President Donald Trump on Tuesday announced a wave of pardons and sentence commutations, including for former Illinois Gov. Rod Blagojevich, who was convicted of federal corruption charges, including for an attempt to sell the U.S. Senate seat previously held by then-President Barack Obama.
Former New York Police Commissioner Bernard Kerik was one of the seven people granted presidential pardons on Tuesday. He pleaded guilty in 2009 to felony tax fraud and lying to the government, as well as former San Francisco 49ers owner Edward DeBartolo Jr., who was convicted in a gambling fraud scandal in 1998.
Trump also pardoned Michael Milken, who was convicted in 1990 of racketeering and securities fraud.
“We have commuted the sentence of Rod Blagojevich,” Trump told reporters on the tarmac at Joint Base Andrews in Maryland. “I don’t know him very well. I’ve met him a couple times. He was on for a short while on ‘The Apprentice’ years ago. He seemed like a very nice person. Don’t know him, but he served eight years in jail with a long time to go.”
Blagojevich served as the state’s Democratic governor from 2003 to 2009 before he was given a 14-year prison sentence in 2012. Blagojevich was convicted a year earlier on 18 felony corruption charges related to his illegal use of campaign finances and attempts to exchange bribes for political favors.
The most brazen of his crimes, however, was his attempt to sell the U.S. Senate seat held by Obama when he was elected president. In a 2008 phone conversation wiretapped by the FBI, Blagojevich joked about selling the seat to Chicago Rev. Jeremiah Wright.
“How funny would it be sending Rev. Wright there?” Blagojevich said in the call. “I bet you he’d take it.

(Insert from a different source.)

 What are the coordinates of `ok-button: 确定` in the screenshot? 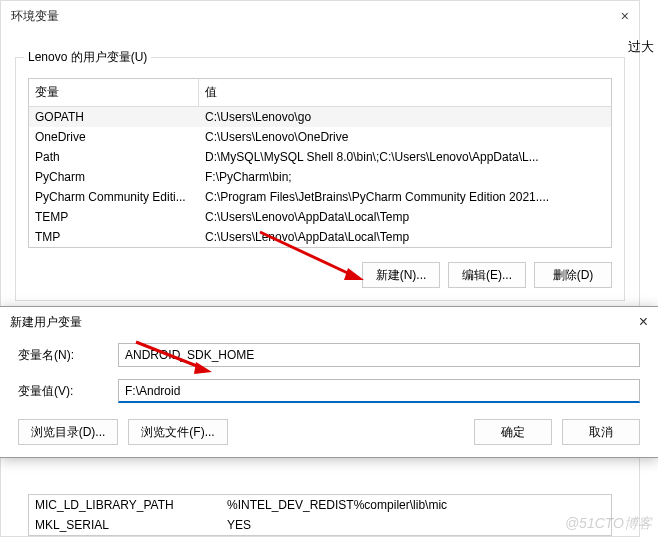 It's located at (513, 432).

Wouldn’t that be fucking funny?”
“Right there on the Senate floor, it wouldn’t be God Bless America it would be God Damn America!” Blagojevich added, laughing.
As the scale of his corruption became apparent, The Illinois House of Representatives voted in January 2009 to impeach Blagojevich. The bipartisan measure passed 117-1. Later that month, the Illinois Senate voted unanimously, 59-0, to remove the governor and bar him from ever holding political office in the state again.

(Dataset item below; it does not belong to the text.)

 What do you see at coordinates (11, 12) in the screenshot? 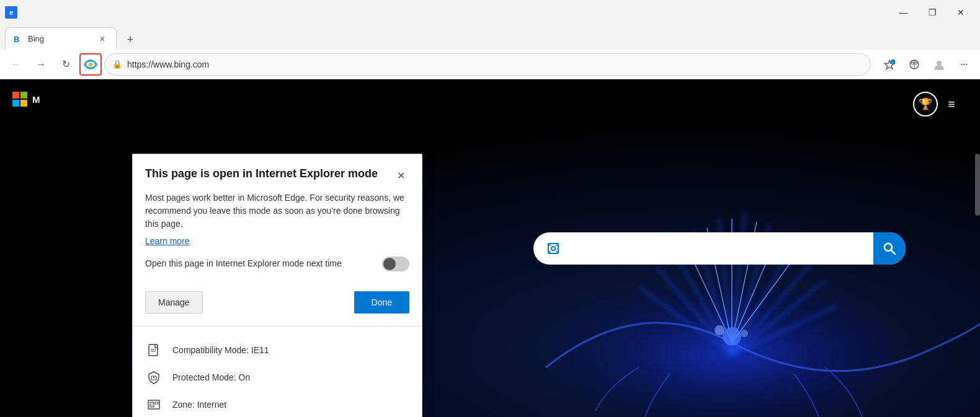
I see `app-icon: e` at bounding box center [11, 12].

In 2016, the U.S. Supreme Court denied for a second time a request from the disgraced ex-governor to appeal the corruption charge convictions.
Last August, the president told reporters he thought Blagojevich was treated “unbelievably unfairly.”

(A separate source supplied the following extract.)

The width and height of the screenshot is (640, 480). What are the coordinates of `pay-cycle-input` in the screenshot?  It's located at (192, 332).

Blagojevich filed clemency paperwork in 2018 officially asking Trump to commute his sentence. Trump had said one month prior he was “seriously thinking about” commuting the sentence.
“Eighteen years is, I think, really unfair,” Trump said of Blagojevich’s sentence (Blagojevich was sentenced to 14 years, not 18). Trump added that Blagojevich was convicted “for being stupid and saying things that every politician, you know that many other politicians say.”
“I am seriously thinking about ― not pardoning ― but I am seriously thinking of a curtailment of Blagojevich,” Trump added.
Trump and Blagojevich previously worked together on “The Celebrity Apprentice” in 2010, which the future president was hosting at the time.
Trump has shown an affinity for his pardon powers in the past, commuting the sentence of Alice Johnson, who was serving a lifetime sentence for a nonviolent drug offense, after reality star Kim Kardashian West requested he do so in 2018.
In November, Trump cleared Navy SEAL Special Operations Chief Edward Gallagher — who was accused of committing several war crimes, including posing with the body of a dead teenage Islamic State captive he had just killed with a hunting knife — of all wrongdoing and gave him a promotion. Navy SEALs who testified against Gallagher called him “evil,” with one soldier saying Gallagher was “perfectly OK with killing anybody.”
More recently, Trump alluded to pardoning his longtime political ally Roger Stone, who was convicted in November of lying to Congress and witness intimidation over his connection with Russian interference in the 2016 presidential election.
In the midst of Special Counsel Robert Mueller’s investigation, which examined potential obstruction of justice committed by the president, Trump even claimed that he could pardon himself.
“As has been stated by numerous legal scholars, I have the absolute right to PARDON myself, but why would I do that when I have done nothing wrong?” he tweeted in 2018.